ROM: Spaceknight
The first comic book I remember owning was ROM: Spaceknight #28. I was home sick from school. Was I really sick or just sick of school? I can’t remember; I was all of eleven years old. My dad bought it for me to help me feel better. I do remember him handing it to me as he sat on the edge of my bed.
Why did he pick this one comic off the rack at the store? There were many different comics available in March of 1982. My father has always been a science fiction and horror fantasy fan. I’m guessing he picked this particular comic because it was about a spaceknight. Who doesn’t love the idea of knights in space? And the name is too weird: ROM. I like to think Pop saw the super-dude underwear vigilante comics on the spinner rack and thought this was more pulpy and, therefore, more fun.
Little did we know the impact that floppy would have on me. I was hooked. I became a comic book collector, sending away for catalogs and back issues, cajoling relatives into driving me comic shops, and learning the lore and history of the characters. The thrill of finding a back issue you were missing was epic. There was something about completing a run of issues that tickled my brain. I eventually collected all 75 issues of ROM.
I’m not sure when or how I discovered The Invincible Iron Man. I blame my uncle Buddy for introducing me to Shellhead. Wow, was Iron Man the best. His only superpower was his smarts. And while completely impossible, his tech was at least theoretically possible. I hunted down every issue including all of his appearances in his first comic, Tales of Suspense.
I got a job at the only comic book store in Myrtle Beach when I was in high school. I worked for comics, not money, in what was surely a violation of labor law. The mid-80s were a prime time for comics: the independent revolution took off with the self-publication of the Teenage Mutant Ninja Turtles by two friends. Art Spiegelman’s Raw and Maus demonstrated comics were a medium, not a genre. English translations of Japanese comics made it to our shores: Akira by Katsuhiro Otomo and Nausicaä of the Valley of the Wind by Hayao Miyazaki were mind-blowing for their artistry and astonishingly complex stories. Frank Miller’s run on Daredevil and his The Dark Knight Returns heralded the era of anti-heroes with decidedly more violence and self-referential stories. The high-water mark was Alan Moore’s Watchmen, a 12-issue series that dropped like an atom bomb (actually a giant space squid), questioning everything about costumed vigilantes. Heady times!
College and grad school got in the way of comics. When I did get back into comics, it was Chris Ware and his Acme Novelty Comics that grabbed my eyeballs and didn’t let go.
The web, digital printing, and inexpensive overseas book production all came together in the late 1990s and early 2000s to birth a golden age of independent publishing. The Gatekeepers of Comic Book Publishing had lost their power. Any voice, any story could reach anyone.
I didn’t miss the monthly floppies. I checked in on Iron Man occasionally, but the stories had become repetitive and the artwork was over-stylized and overwrought. I looked more and more to the oddball publishers for my comics fix. The annual Small Press Expo weekend became my High Holy Days and thick, lavishly produced independent graphic novels drained my wallet.
Now my bookcases strain under the weight of Chris Ware, Seth, John Porcellino, Winsor McCay, George Herriman, Lynda Barry, Jack Kirby, Richard Sala, Kate Beaton, Johnny Ryan, Simon Hanselmann, and many others.
I still have all of my Iron Man comics and a few ROM issues. Nostalgia is one hell of a drug.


:: Try it ::
Determine how many of the lines below include "input", then respond with that number and no other text.

□ □ □ □

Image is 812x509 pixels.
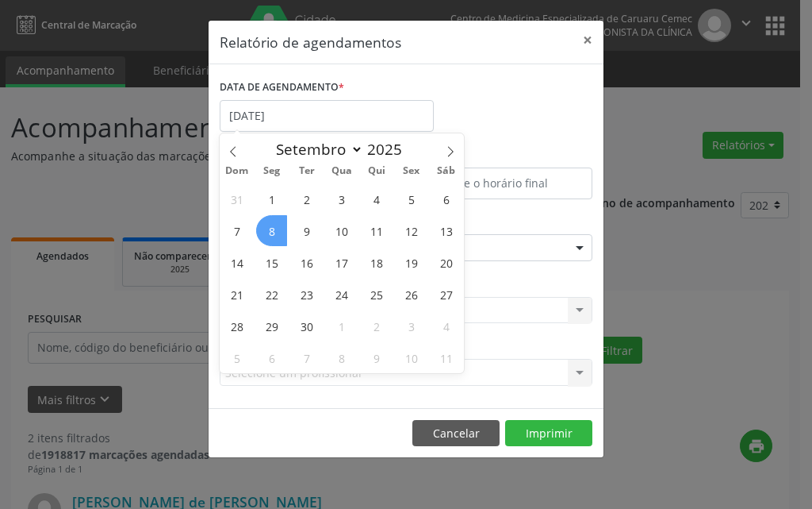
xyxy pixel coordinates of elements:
span: Setembro 30, 2025 [291,310,322,342]
span: Sáb [429,166,464,177]
span: Setembro 25, 2025 [361,278,392,310]
span: Sex [395,166,429,177]
span: Outubro 6, 2025 [256,342,287,373]
span: Outubro 5, 2025 [221,342,253,373]
label: DATA DE AGENDAMENTO [220,76,344,100]
span: Setembro 21, 2025 [221,278,253,310]
button: Close [572,21,604,60]
input: Selecione o horário final [410,167,592,199]
span: Setembro 14, 2025 [221,247,253,277]
span: Setembro 3, 2025 [326,183,357,214]
span: Setembro 7, 2025 [221,215,253,246]
button: Imprimir [505,420,592,447]
span: Setembro 26, 2025 [396,278,427,310]
h5: Relatório de agendamentos [220,32,401,53]
span: Setembro 12, 2025 [396,215,427,246]
select: Month [268,138,363,160]
input: Selecione uma data ou intervalo [220,100,434,132]
span: Outubro 11, 2025 [431,342,462,373]
span: Setembro 18, 2025 [361,247,392,277]
span: Qua [325,166,359,177]
span: Outubro 8, 2025 [326,342,357,373]
span: Outubro 7, 2025 [291,342,322,373]
span: Setembro 13, 2025 [431,215,462,246]
span: Outubro 2, 2025 [361,310,392,342]
span: Agosto 31, 2025 [221,183,253,214]
span: Setembro 27, 2025 [431,278,462,310]
span: Outubro 4, 2025 [431,310,462,342]
span: Setembro 29, 2025 [256,310,287,342]
span: Setembro 19, 2025 [396,247,427,277]
span: Outubro 10, 2025 [396,342,427,373]
span: Setembro 8, 2025 [256,215,287,246]
span: Setembro 23, 2025 [291,278,322,310]
span: Qui [359,166,395,177]
span: Outubro 1, 2025 [326,310,357,342]
span: Setembro 5, 2025 [396,183,427,214]
span: Setembro 24, 2025 [326,278,357,310]
span: Seg [254,166,290,177]
span: Setembro 20, 2025 [431,247,462,277]
span: Setembro 17, 2025 [326,247,357,277]
span: Setembro 6, 2025 [431,183,462,214]
label: ATÉ [410,143,592,167]
span: Dom [220,166,254,177]
span: Setembro 22, 2025 [256,278,287,310]
span: Setembro 4, 2025 [361,183,392,214]
span: Outubro 9, 2025 [361,342,392,373]
input: Year [363,139,416,159]
span: Setembro 10, 2025 [326,215,357,246]
span: Setembro 15, 2025 [256,247,287,277]
span: Setembro 28, 2025 [221,310,253,342]
span: Ter [290,166,325,177]
span: Outubro 3, 2025 [396,310,427,342]
span: Setembro 1, 2025 [256,183,287,214]
span: Setembro 11, 2025 [361,215,392,246]
button: Cancelar [413,420,500,447]
span: Setembro 2, 2025 [291,183,322,214]
span: Setembro 9, 2025 [291,215,322,246]
span: Setembro 16, 2025 [291,247,322,277]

□ □ □ □

:: Exercise response ::
3